What exactly is being requested?
The request asks SDUHSD and the City of Encinitas to negotiate a limited joint-use pilot for public tennis access during non-school hours. The examples on this page show how other city-school agreements handle operations, costs, liability, access, and scheduling.
Would this open the whole campus?
No. The proposal is limited to the tennis court area. SDA is a strong candidate because the courts sit near the edge of campus and can be reached from the street without opening classroom areas or interior student spaces.
Would school use still come first?
Yes. School use, team use, tournaments, maintenance, and blackout dates come first. Public access only occurs during appropriate non-school hours under rules defined in a formal agreement.
Why should the City of Encinitas be involved?
Parks and Recreation departments exist to provide public recreation access. Encinitas has very limited city park tennis capacity. A joint-use pilot expands public tennis access by using existing courts instead of requiring the city to acquire land or build new courts from scratch.
Who would pay for this?
A pilot evaluation answers that question. Nearby city-school models show that joint-use agreements can handle operations, maintenance, gates, security, and cost-sharing. The likely path is a city-district partnership where Parks and Recreation helps fund or operate the public-access portion.
What about gates, locks, and security?
These are normal joint-use issues, not reasons to stop the conversation. San Diego joint-use materials describe practical gate procedures involving school custodial staff, city operations, and security contractors. A local pilot needs a clear plan for who opens, closes, and secures the courts.
What about maintenance and resurfacing?
The agreement should spell out maintenance responsibilities. San Diego records show real examples of tennis court maintenance and reimbursement handled through joint-use arrangements. A pilot should identify expected maintenance costs and who covers them.
What about liability?
Liability is one of the main reasons to use a formal joint-use agreement. Nearby models allocate responsibility between the city and district instead of leaving access informal or unclear. The goal is to define responsibility before public access begins.
Are high schools different?
High schools can be more complicated because of athletics, events, and campus security. But they are not automatically impossible. City of San Diego materials include Mission Bay High School as a direct high-school joint-use agreement, and Canyon Hills High School as another high-school example with tennis courts in the joint-use area. SDA deserves evaluation based on its specific layout and operating conditions.
Why not just use the current rental process?
The current rental process is not realistic public access for ordinary residents. Do you have a $1 million liability policy ready for a casual tennis match? Most people do not. A model built around high fees, insurance requirements, and custodial charges mainly works for organizations, camps, and formal rentals. The goal is practical public recreation access.
What about neighbors, noise, and parking?
A pilot can include limited hours, posted rules, no amplified sound, complaint contacts, and other site-specific restrictions. The operating plan should address these concerns instead of treating them as reasons to make access impossible.
How can community members help?
Sign up, share your interest in public tennis access, and be ready to contact officials or attend City Council and school board meetings. The goal is to build enough awareness and constructive community support for the city and district to move forward.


=== TASK DIRECTIONS ===
The answer is every line in the data below that contains the word "JSON".

Segment Start: SUPPLIED ENTRIES

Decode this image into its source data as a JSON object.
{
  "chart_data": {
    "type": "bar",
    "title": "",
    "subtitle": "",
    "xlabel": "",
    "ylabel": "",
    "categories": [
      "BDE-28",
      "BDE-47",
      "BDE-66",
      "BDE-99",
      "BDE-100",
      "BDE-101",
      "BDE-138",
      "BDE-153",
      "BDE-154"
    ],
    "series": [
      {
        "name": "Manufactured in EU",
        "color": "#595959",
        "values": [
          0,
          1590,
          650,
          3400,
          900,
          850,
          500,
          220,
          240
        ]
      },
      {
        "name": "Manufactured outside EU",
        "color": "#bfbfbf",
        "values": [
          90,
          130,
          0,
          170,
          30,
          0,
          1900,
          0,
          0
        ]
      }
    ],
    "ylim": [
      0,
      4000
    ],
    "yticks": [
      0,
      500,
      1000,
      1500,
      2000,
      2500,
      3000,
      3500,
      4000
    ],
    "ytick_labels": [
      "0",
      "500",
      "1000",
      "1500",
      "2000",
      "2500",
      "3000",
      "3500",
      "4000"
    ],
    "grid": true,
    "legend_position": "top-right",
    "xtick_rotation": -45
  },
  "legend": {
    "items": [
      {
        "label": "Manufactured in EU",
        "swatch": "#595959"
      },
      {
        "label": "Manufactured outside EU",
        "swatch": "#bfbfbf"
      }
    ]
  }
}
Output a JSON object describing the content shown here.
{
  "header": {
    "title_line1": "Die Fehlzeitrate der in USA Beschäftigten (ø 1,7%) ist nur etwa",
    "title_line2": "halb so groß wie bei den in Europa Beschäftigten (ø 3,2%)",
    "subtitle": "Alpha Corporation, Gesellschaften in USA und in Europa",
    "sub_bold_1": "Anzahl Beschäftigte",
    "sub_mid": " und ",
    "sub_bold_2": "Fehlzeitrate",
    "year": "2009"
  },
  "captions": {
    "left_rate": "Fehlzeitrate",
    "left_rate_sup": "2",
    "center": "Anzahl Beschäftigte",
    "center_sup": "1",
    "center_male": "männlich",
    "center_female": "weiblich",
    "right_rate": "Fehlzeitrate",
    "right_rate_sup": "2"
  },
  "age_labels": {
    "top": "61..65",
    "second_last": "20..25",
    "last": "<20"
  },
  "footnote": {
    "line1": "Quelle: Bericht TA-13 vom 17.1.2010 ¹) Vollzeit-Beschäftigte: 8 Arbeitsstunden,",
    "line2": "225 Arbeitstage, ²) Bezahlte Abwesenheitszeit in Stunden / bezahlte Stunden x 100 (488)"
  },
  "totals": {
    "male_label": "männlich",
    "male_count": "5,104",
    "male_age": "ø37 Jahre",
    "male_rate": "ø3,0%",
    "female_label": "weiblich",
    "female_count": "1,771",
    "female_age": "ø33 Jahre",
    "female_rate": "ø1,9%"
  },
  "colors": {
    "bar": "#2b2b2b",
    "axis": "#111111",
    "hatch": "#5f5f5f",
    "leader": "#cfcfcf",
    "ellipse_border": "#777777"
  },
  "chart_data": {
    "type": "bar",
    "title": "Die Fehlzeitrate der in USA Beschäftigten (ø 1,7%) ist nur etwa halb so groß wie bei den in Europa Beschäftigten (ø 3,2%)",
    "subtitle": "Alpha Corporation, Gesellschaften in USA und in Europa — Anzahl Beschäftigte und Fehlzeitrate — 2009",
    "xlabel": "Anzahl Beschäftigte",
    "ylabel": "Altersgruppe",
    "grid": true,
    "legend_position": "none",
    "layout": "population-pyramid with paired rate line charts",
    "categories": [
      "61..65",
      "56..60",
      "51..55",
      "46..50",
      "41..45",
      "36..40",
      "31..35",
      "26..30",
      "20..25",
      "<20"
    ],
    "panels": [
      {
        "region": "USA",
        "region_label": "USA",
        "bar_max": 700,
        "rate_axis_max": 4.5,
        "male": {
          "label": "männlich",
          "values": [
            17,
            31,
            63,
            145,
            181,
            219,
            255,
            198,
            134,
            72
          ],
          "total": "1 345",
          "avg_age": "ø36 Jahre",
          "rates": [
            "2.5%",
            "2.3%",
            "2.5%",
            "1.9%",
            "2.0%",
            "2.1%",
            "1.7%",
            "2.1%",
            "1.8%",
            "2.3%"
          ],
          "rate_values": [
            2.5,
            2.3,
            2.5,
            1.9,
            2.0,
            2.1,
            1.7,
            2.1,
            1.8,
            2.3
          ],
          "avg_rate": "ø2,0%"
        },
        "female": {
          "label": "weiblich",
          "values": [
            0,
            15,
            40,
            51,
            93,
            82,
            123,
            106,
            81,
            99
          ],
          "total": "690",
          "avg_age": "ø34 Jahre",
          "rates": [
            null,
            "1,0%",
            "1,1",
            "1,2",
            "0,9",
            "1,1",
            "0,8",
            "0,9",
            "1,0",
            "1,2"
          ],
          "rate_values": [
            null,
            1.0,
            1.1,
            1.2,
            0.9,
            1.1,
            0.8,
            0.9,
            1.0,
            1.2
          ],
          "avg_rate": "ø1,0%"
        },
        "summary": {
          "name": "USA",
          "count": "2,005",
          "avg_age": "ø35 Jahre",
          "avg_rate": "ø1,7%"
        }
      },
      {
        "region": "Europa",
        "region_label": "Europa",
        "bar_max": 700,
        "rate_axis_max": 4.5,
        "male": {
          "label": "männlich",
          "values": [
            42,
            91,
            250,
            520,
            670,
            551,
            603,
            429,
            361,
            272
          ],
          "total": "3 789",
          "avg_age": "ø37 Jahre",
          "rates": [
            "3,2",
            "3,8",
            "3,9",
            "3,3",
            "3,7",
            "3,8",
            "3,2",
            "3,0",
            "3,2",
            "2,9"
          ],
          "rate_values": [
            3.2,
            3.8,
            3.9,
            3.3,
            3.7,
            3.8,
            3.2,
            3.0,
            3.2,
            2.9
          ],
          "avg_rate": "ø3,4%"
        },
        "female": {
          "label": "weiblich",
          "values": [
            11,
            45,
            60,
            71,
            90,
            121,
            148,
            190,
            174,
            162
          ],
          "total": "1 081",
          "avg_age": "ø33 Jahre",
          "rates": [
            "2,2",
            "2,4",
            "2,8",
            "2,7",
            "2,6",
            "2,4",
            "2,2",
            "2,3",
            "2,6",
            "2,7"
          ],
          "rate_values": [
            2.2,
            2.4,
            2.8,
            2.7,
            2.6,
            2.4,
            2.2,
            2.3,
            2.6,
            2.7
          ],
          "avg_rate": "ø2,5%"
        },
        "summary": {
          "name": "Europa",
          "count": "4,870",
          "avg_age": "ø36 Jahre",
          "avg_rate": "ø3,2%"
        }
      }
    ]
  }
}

Segment End: SUPPLIED ENTRIES

=== TASK RESULT ===
Decode this image into its source data as a JSON object.
Output a JSON object describing the content shown here.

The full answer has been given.